The outlook is bleak for those souls nourished only by the junk food and poisonous additives of popular culture. How will it be for them to enter the soul’s domain with no songs to sing, no poetry to charm Pluto and Persephone?

Godwin, Joscelyn. The Golden Thread. 2007

And I might add that we cannot enter the soul’s domain without knowing how to play.

Restarting

How much bleaker then, in this brave new world of disinformation? Yet beneath the GCHQ radar, things are stirring. As mass protest is ignored by the mainstream media, radical endeavour takes a different shape: community gardening and allotment activism; Flatpack democracy; local currencies and local energy; mesh networks and the Restart Project. There are hundreds more of these optimistic community-led innovations. Taking the action to connect, making the jump out of depression into the community, that is the vital moment. But to what extent might we see these efforts as minimal? Are they merely (in a phrase that stays with me) ‘Fucking at the margins’? Are these the jerks of the dying body? Or are they visions of the terrifying reality of living after the apocalypse? Patrick Harpur writes:

Truth does not lie with this image or that but in the process of imagining; it is not an absolute but a way, transforming us en route

Harpur, Patrick. Daimonic Reality. 2003

I titled this piece ‘Bad faith’ after Sartre’s dreary mauvaise foi. As far as it has been bad, my failure in faith has not been in my rejection of limitless options, a concept that anyone suffering from depression would heartily condemn. Rather it has been in my failure to be able to play. Perhaps all our failures of faith lie there too. We don’t have to regress, but we could learn to play in a modified form.

Play and the soul

This link takes you to Carlos Vilardebó’s 1961 film of the American sculptor Alexander Calder performing his Cirque de Calder to the Parisian avant-garde. Calder’s performance, sometimes witty, sometimes tongue in cheek, is sophisticated play. There is darkness here too, and parts of the performance arouse an ambivalent response. But besides those doubts, there is a delight in the old man becoming the engrossed child. See how he is enraptured with his toys and the unfolding of his drama. Calder, the ‘inventor’ of the mobile, had a major retrospective at the Tate Modern. I discovered this a week after recovering an interest in automata and kinetic sculpture. Carl Jung himself could hardly have been more pleased.

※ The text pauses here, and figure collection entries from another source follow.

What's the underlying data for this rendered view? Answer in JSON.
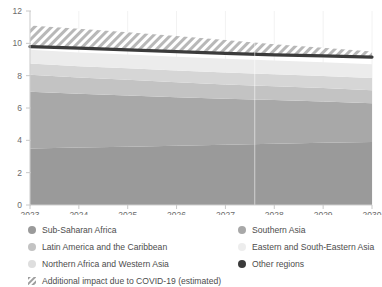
{
  "chart_data": {
    "type": "area",
    "title": "",
    "subtitle": "",
    "xlabel": "",
    "ylabel": "",
    "x": [
      2023,
      2024,
      2025,
      2026,
      2027,
      2028,
      2029,
      2030
    ],
    "xtick_labels": [
      "2023",
      "2024",
      "2025",
      "2026",
      "2027",
      "2028",
      "2029",
      "2030"
    ],
    "ytick_labels": [
      "0",
      "2",
      "4",
      "6",
      "8",
      "10",
      "12"
    ],
    "ytick_values": [
      0,
      2,
      4,
      6,
      8,
      10,
      12
    ],
    "ylim": [
      0,
      12
    ],
    "xlim": [
      2023,
      2030
    ],
    "grid": "vertical-faint",
    "legend_position": "below",
    "stacked": true,
    "series": [
      {
        "name": "Sub-Saharan Africa",
        "color": "#9a9a9a",
        "values": [
          3.5,
          3.55,
          3.61,
          3.67,
          3.73,
          3.79,
          3.85,
          3.9
        ]
      },
      {
        "name": "Southern Asia",
        "color": "#a8a8a8",
        "values": [
          3.5,
          3.33,
          3.17,
          3.0,
          2.84,
          2.7,
          2.55,
          2.4
        ]
      },
      {
        "name": "Latin America and the Caribbean",
        "color": "#c3c3c3",
        "values": [
          1.05,
          1.0,
          0.96,
          0.92,
          0.89,
          0.86,
          0.83,
          0.8
        ]
      },
      {
        "name": "Northern Africa and Western Asia",
        "color": "#d6d6d6",
        "values": [
          0.7,
          0.71,
          0.72,
          0.73,
          0.74,
          0.74,
          0.75,
          0.75
        ]
      },
      {
        "name": "Eastern and South-Eastern Asia",
        "color": "#ececec",
        "values": [
          0.85,
          0.85,
          0.85,
          0.85,
          0.85,
          0.85,
          0.85,
          0.85
        ]
      },
      {
        "name": "Other regions",
        "color": "#3b3b3b",
        "values": [
          0.2,
          0.19,
          0.18,
          0.17,
          0.16,
          0.15,
          0.15,
          0.15
        ]
      }
    ],
    "total_line": {
      "name": "Other regions",
      "color": "#3b3b3b",
      "values": [
        9.8,
        9.7,
        9.59,
        9.49,
        9.38,
        9.29,
        9.22,
        9.15
      ]
    },
    "hatched_band": {
      "name": "Additional impact due to COVID-19 (estimated)",
      "color": "#b5b5b5",
      "lower": [
        9.8,
        9.7,
        9.59,
        9.49,
        9.38,
        9.29,
        9.22,
        9.15
      ],
      "upper": [
        11.1,
        10.9,
        10.68,
        10.45,
        10.2,
        9.95,
        9.72,
        9.5
      ]
    }
  },
  "legend": {
    "columns": [
      {
        "items": [
          {
            "label": "Sub-Saharan Africa",
            "color": "#9a9a9a",
            "marker": "dot"
          },
          {
            "label": "Latin America and the Caribbean",
            "color": "#c3c3c3",
            "marker": "dot"
          },
          {
            "label": "Northern Africa and Western Asia",
            "color": "#dedede",
            "marker": "dot"
          },
          {
            "label": "Additional impact due to COVID-19 (estimated)",
            "color": "#b5b5b5",
            "marker": "hatch"
          }
        ]
      },
      {
        "items": [
          {
            "label": "Southern Asia",
            "color": "#a8a8a8",
            "marker": "dot"
          },
          {
            "label": "Eastern and South-Eastern Asia",
            "color": "#ededed",
            "marker": "dot"
          },
          {
            "label": "Other regions",
            "color": "#3b3b3b",
            "marker": "dot"
          }
        ]
      }
    ]
  },
  "axes": {
    "y_axis_color": "#cccccc",
    "x_axis_color": "#cccccc",
    "tick_color": "#bbbbbb",
    "label_color": "#6b6b6b"
  }
}
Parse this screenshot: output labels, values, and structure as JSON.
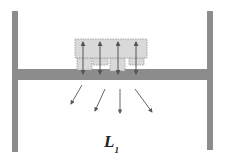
{
  "diagram": {
    "label": {
      "main": "L",
      "subscript": "1"
    },
    "colors": {
      "post": "#8c8c8c",
      "beam": "#8c8c8c",
      "block_fill": "#d9d9d9",
      "block_stroke": "#9a9a9a",
      "arrow": "#555555"
    },
    "posts": [
      {
        "name": "left-post",
        "x": 12,
        "y": 11,
        "w": 6,
        "h": 141
      },
      {
        "name": "right-post",
        "x": 207,
        "y": 11,
        "w": 6,
        "h": 139
      }
    ],
    "beam": {
      "x": 18,
      "y": 69,
      "w": 189,
      "h": 11
    },
    "top_block": {
      "x": 75,
      "y": 39,
      "w": 72,
      "h": 19
    },
    "sub_blocks": [
      {
        "x": 77,
        "y": 58,
        "w": 15,
        "h": 12
      },
      {
        "x": 93,
        "y": 58,
        "w": 15,
        "h": 7
      },
      {
        "x": 110,
        "y": 58,
        "w": 15,
        "h": 13
      },
      {
        "x": 129,
        "y": 58,
        "w": 15,
        "h": 7
      }
    ],
    "vertical_arrows": [
      {
        "x": 83,
        "y1": 42,
        "y2": 74
      },
      {
        "x": 100,
        "y1": 42,
        "y2": 74
      },
      {
        "x": 118,
        "y1": 42,
        "y2": 74
      },
      {
        "x": 136,
        "y1": 42,
        "y2": 74
      }
    ],
    "diagonal_arrows": [
      {
        "x1": 82,
        "y1": 85,
        "x2": 71,
        "y2": 104
      },
      {
        "x1": 105,
        "y1": 89,
        "x2": 95,
        "y2": 111
      },
      {
        "x1": 120,
        "y1": 89,
        "x2": 120,
        "y2": 113
      },
      {
        "x1": 135,
        "y1": 89,
        "x2": 152,
        "y2": 112
      }
    ]
  }
}
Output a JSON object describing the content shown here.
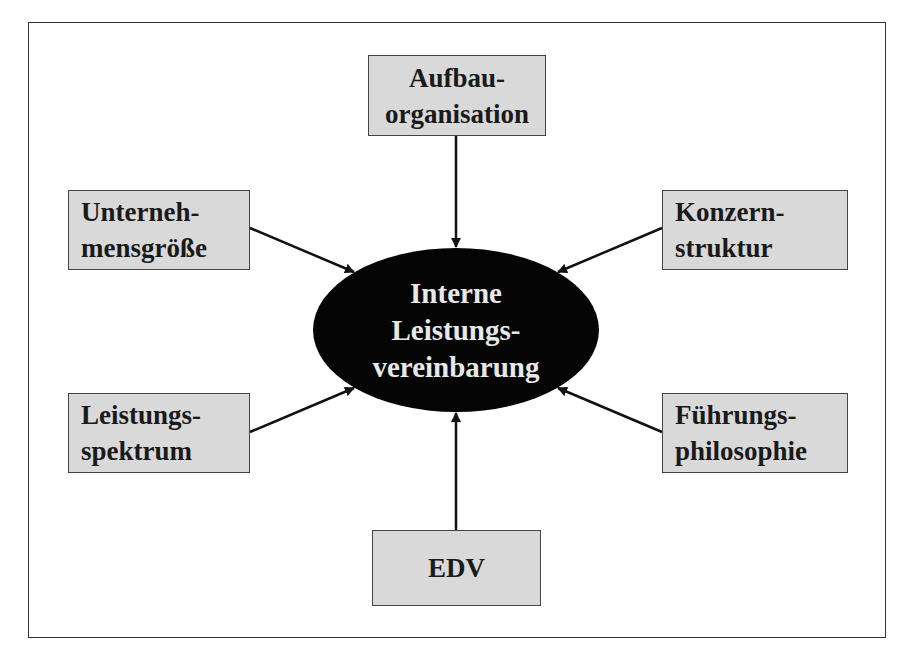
{
  "diagram": {
    "center": {
      "lines": [
        "Interne",
        "Leistungs-",
        "vereinbarung"
      ],
      "fill": "#050505",
      "text_color": "#e8e8e8"
    },
    "factors": [
      {
        "id": "aufbauorganisation",
        "lines": [
          "Aufbau-",
          "organisation"
        ],
        "position": "top"
      },
      {
        "id": "unternehmensgroesse",
        "lines": [
          "Unterneh-",
          "mensgröße"
        ],
        "position": "upper-left"
      },
      {
        "id": "konzernstruktur",
        "lines": [
          "Konzern-",
          "struktur"
        ],
        "position": "upper-right"
      },
      {
        "id": "leistungsspektrum",
        "lines": [
          "Leistungs-",
          "spektrum"
        ],
        "position": "lower-left"
      },
      {
        "id": "fuehrungsphilosophie",
        "lines": [
          "Führungs-",
          "philosophie"
        ],
        "position": "lower-right"
      },
      {
        "id": "edv",
        "lines": [
          "EDV"
        ],
        "position": "bottom"
      }
    ],
    "box_fill": "#d9d9d9",
    "arrow_color": "#111111",
    "arrows": "all factors point toward center"
  }
}
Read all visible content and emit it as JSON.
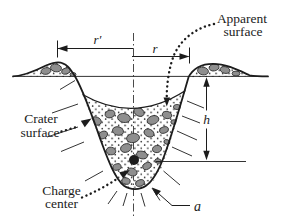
{
  "labels": {
    "apparent_surface": {
      "line1": "Apparent",
      "line2": "surface"
    },
    "crater_surface": {
      "line1": "Crater",
      "line2": "surface"
    },
    "charge_center": {
      "line1": "Charge",
      "line2": "center"
    }
  },
  "dimensions": {
    "radius_left": "r′",
    "radius_right": "r",
    "depth": "h",
    "bottom_zone": "a"
  },
  "colors": {
    "ink": "#1c1c1c",
    "stone_fill": "#8e8e8e",
    "stone_stroke": "#2b2b2b",
    "background": "#ffffff"
  }
}
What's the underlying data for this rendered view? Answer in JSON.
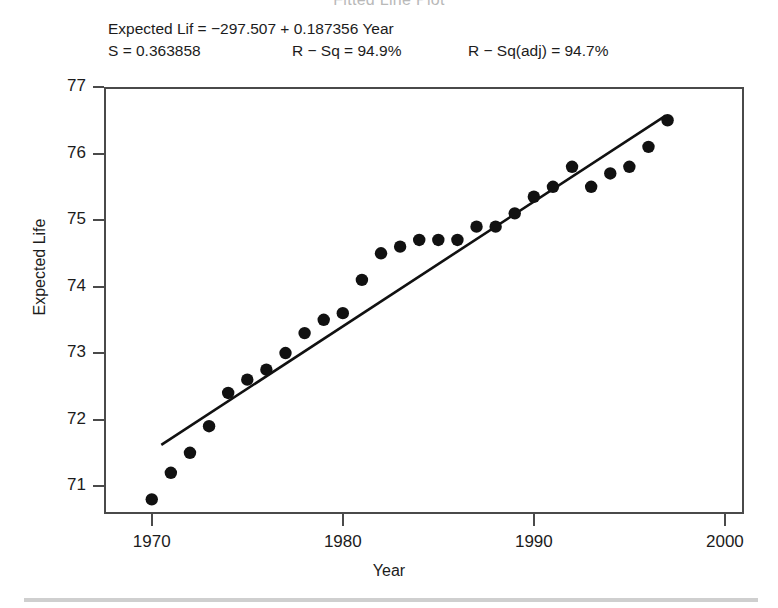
{
  "figure": {
    "clipped_title": "Fitted Line Plot",
    "annotation": {
      "equation": "Expected Lif = −297.507 + 0.187356 Year",
      "s_label": "S = 0.363858",
      "rsq_label": "R − Sq = 94.9%",
      "rsq_adj_label": "R − Sq(adj) = 94.7%"
    }
  },
  "chart_data": {
    "type": "scatter",
    "title": "",
    "xlabel": "Year",
    "ylabel": "Expected Life",
    "xlim": [
      1967.5,
      2001.0
    ],
    "ylim": [
      70.58,
      77.0
    ],
    "xticks": [
      1970,
      1980,
      1990,
      2000
    ],
    "yticks": [
      71,
      72,
      73,
      74,
      75,
      76,
      77
    ],
    "xtick_labels": [
      "1970",
      "1980",
      "1990",
      "2000"
    ],
    "ytick_labels": [
      "71",
      "72",
      "73",
      "74",
      "75",
      "76",
      "77"
    ],
    "grid": false,
    "legend": null,
    "marker_color": "#111111",
    "line_color": "#111111",
    "x": [
      1970,
      1971,
      1972,
      1973,
      1974,
      1975,
      1976,
      1977,
      1978,
      1979,
      1980,
      1981,
      1982,
      1983,
      1984,
      1985,
      1986,
      1987,
      1988,
      1989,
      1990,
      1991,
      1992,
      1993,
      1994,
      1995,
      1996,
      1997
    ],
    "y": [
      70.8,
      71.2,
      71.5,
      71.9,
      72.4,
      72.6,
      72.75,
      73.0,
      73.3,
      73.5,
      73.6,
      74.1,
      74.5,
      74.6,
      74.7,
      74.7,
      74.7,
      74.9,
      74.9,
      75.1,
      75.35,
      75.5,
      75.8,
      75.5,
      75.7,
      75.8,
      76.1,
      76.5
    ],
    "fit_line": {
      "intercept": -297.507,
      "slope": 0.187356,
      "x_start": 1970.5,
      "x_end": 1996.9,
      "y_start": 71.62,
      "y_end": 76.57,
      "equation_text": "Expected Lif = −297.507 + 0.187356 Year"
    },
    "statistics": {
      "S": 0.363858,
      "R_Sq": 94.9,
      "R_Sq_adj": 94.7
    }
  }
}
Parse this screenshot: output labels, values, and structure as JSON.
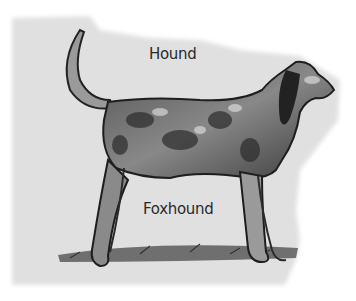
{
  "image": {
    "subject": "Pencil illustration of a standing foxhound dog, side view facing right",
    "labels": {
      "top": "Hound",
      "bottom": "Foxhound"
    },
    "colors": {
      "background_paper": "#e6e6e6",
      "page": "#ffffff",
      "ink": "#2a2a2a"
    }
  }
}
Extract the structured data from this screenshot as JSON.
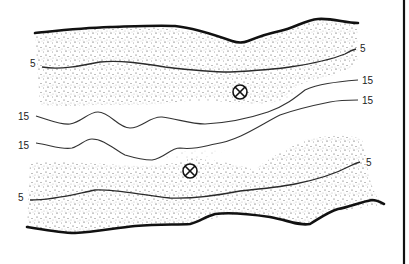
{
  "figure": {
    "type": "bathymetric channel contour sketch",
    "colors": {
      "ink": "#111111",
      "stipple": "#555555",
      "background": "#ffffff"
    },
    "contours": {
      "top_bank_5": {
        "label_left": "5",
        "label_right": "5"
      },
      "upper_15": {
        "label_left": "15",
        "label_right": "15"
      },
      "lower_15": {
        "label_left": "15",
        "label_right": "15"
      },
      "bottom_bank_5": {
        "label_left": "5",
        "label_right": "5"
      }
    },
    "markers": [
      {
        "symbol": "circle-x",
        "position": "upper channel, near top bank"
      },
      {
        "symbol": "circle-x",
        "position": "lower channel, near bottom bank"
      }
    ]
  }
}
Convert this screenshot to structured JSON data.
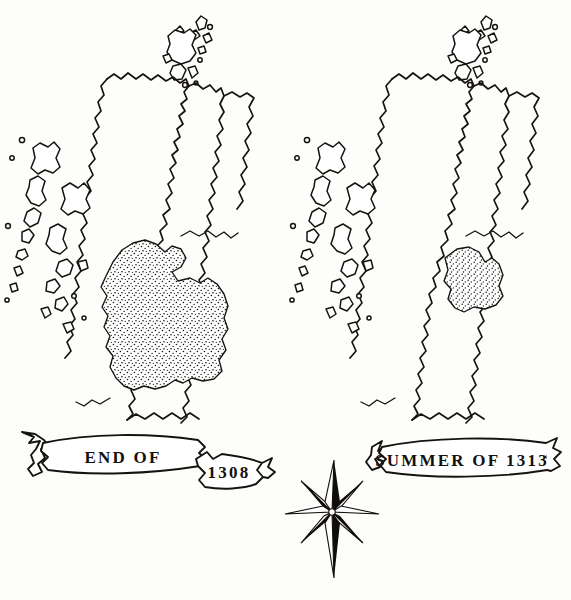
{
  "figure": {
    "medium": "pen-and-ink line drawing",
    "ink_color": "#16130f",
    "paper_color": "#fdfdfc"
  },
  "panels": [
    {
      "id": "left",
      "banner_label": "END  OF",
      "tail_label": "1308",
      "region_note": "large stippled area covering central and south-west Scotland",
      "stipple_extent": "broad"
    },
    {
      "id": "right",
      "banner_label": "SUMMER  OF  1313",
      "tail_label": "",
      "region_note": "small stippled area confined to the eastern lowlands",
      "stipple_extent": "narrow"
    }
  ],
  "compass": {
    "name": "compass-rose",
    "points": 8,
    "style": "half-shaded star, long north-south spikes"
  }
}
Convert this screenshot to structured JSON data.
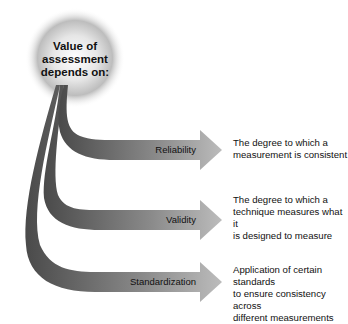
{
  "diagram": {
    "center": {
      "lines": [
        "Value of",
        "assessment",
        "depends on:"
      ]
    },
    "branches": [
      {
        "label": "Reliability",
        "description": [
          "The degree to which a",
          "measurement is consistent"
        ]
      },
      {
        "label": "Validity",
        "description": [
          "The degree to which a",
          "technique measures what it",
          "is designed to measure"
        ]
      },
      {
        "label": "Standardization",
        "description": [
          "Application of certain standards",
          "to ensure consistency across",
          "different measurements"
        ]
      }
    ]
  }
}
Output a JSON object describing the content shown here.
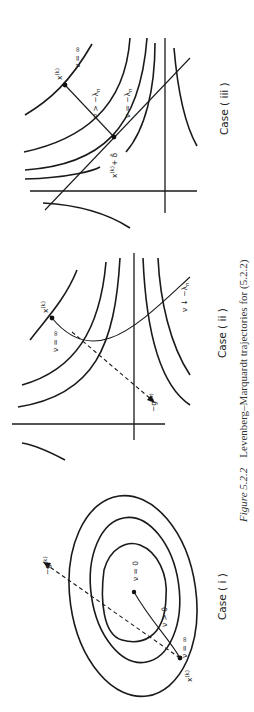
{
  "figure": {
    "number": "Figure 5.2.2",
    "caption": "Levenberg–Marquardt trajectories for (5.2.2)",
    "orientation": "rotated 90° counter-clockwise",
    "panels": [
      {
        "id": "case-i",
        "title": "Case ( i )",
        "labels": {
          "point": "x^(k)",
          "start": "ν = ∞",
          "mid": "ν > 0",
          "end": "ν = 0",
          "gradient": "−g^(k)"
        }
      },
      {
        "id": "case-ii",
        "title": "Case ( ii )",
        "labels": {
          "point": "x^(k)",
          "start": "ν = ∞",
          "end": "ν ↓ −λ_n",
          "gradient": "−g^(k)"
        }
      },
      {
        "id": "case-iii",
        "title": "Case ( iii )",
        "labels": {
          "point": "x^(k)",
          "start": "ν = ∞",
          "mid": "ν > −λ_n",
          "end": "ν = −λ_n",
          "asym": "x^(k) + δ̄"
        }
      }
    ]
  },
  "text": {
    "case_i": "Case ( i )",
    "case_ii": "Case ( ii )",
    "case_iii": "Case ( iii )",
    "fig_num": "Figure 5.2.2",
    "caption": "Levenberg–Marquardt trajectories for (5.2.2)",
    "x_k": "x",
    "k_sup": "(k)",
    "nu_inf": "ν = ∞",
    "nu_pos": "ν > 0",
    "nu_zero": "ν = 0",
    "neg_g": "−g",
    "nu_down": "ν ↓ −λ",
    "nu_gt": "ν > −λ",
    "nu_eq": "ν = −λ",
    "sub_n": "n",
    "x_plus_delta": "x",
    "plus_delta": "+ δ̄"
  }
}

Cirque de Calder - imaginative play
Cirque de Calder

And this: a recent research paper described an examination of seventy dogs over a two year period. The report studied 1,893 defaecations and 5,582 urinations. It revealed that dogs who were not leashed or influenced in movement (my italics) were naturally inclined to relieve themselves in “axial orientation” with the earth’s magnetic field. Patrick Harpur again:

To “explain” UFOs as plasma vortices is to say no more than that fairies are fallen angels.

Harpur, Patrick. Daimonic Reality. 2003

I have no particular wish to know why dogs piss in orientation with the earth’s magnetic field, but to know that they do, when not leashed or influenced in movement, is a very great delight.